Africa Tech Summit 2026 convened founders, investors, policymakers, and ecosystem builders to address a pressing question: how can Africa scale its digital economy sustainably? Across panels, roundtables, and side events, one message rang clear: Stablecoins and Bitcoin have moved beyond fringe debate. They are fast becoming foundational infrastructure for Africa’s Digital Economy.

Most of the conversations centred on stablecoins as practical settlement rails for intra-African trade. In a continent still grappling with currency volatility and high cross-border transaction costs, dollar-backed digital assets are helping SMEs hedge risk, improve treasury management, and move capital faster. The tone was pragmatic, not speculative, focused on liquidity, compliance, and real-world payment flows.

Industry players illustrated this shift. Bitnob and Tether demonstrated how Bitcoin and stablecoin rails are powering remittances, savings tools, and global payments for Africans at home and in the diaspora. Meanwhile, Machankura highlighted that USSD-based Bitcoin services are expanding financial access beyond smartphones, demonstrating that blockchain-powered finance can reach underserved communities through basic mobile infrastructure.

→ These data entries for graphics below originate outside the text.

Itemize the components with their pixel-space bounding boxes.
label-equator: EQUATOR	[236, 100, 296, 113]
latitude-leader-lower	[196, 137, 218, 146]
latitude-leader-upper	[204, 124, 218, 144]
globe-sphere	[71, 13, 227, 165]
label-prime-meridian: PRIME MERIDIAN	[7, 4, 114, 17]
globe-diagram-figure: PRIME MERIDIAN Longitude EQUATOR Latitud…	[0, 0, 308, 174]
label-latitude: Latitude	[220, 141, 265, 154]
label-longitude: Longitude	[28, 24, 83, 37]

Beyond payments, some sessions explored how DeFi intersects with AI-powered infrastructure. Others touched on culture, creativity, and how digital assets integrate into compliance frameworks, capital strategies, and customer acquisition models for scaling technologies. Investors and founders gained equal insights into navigating regulations, optimising cap tables, addressing exit bottlenecks, and accessing new investor classes through public-market infrastructure without necessarily going fully public.
Global capital flows, including growing Asia–Japan engagement, reinforced a broader theme: Africa is not simply adopting digital assets; it is adapting them to solve local liquidity, trade, and energy challenges at scale.
As Larry Cooke, Head of Legal at Binance, highlighted at the Stablecoins Summit, translation into local languages and contexts remains a major barrier to the adoption of various technologies. This is where the Africa Bitcoin Institute will play a critical role in bridging research, policy and industry execution. By facilitating dialogue between regulators, founders and global capital partners, we are looking to produce more evidence-based frameworks for responsible Bitcoin and Stablecoin adoption through policy research and education. In my mother tongue, they say, “It is crooked wood that shows the best sculptor.” Africa’s complexity is not a weakness; it is the proving ground for innovation done right.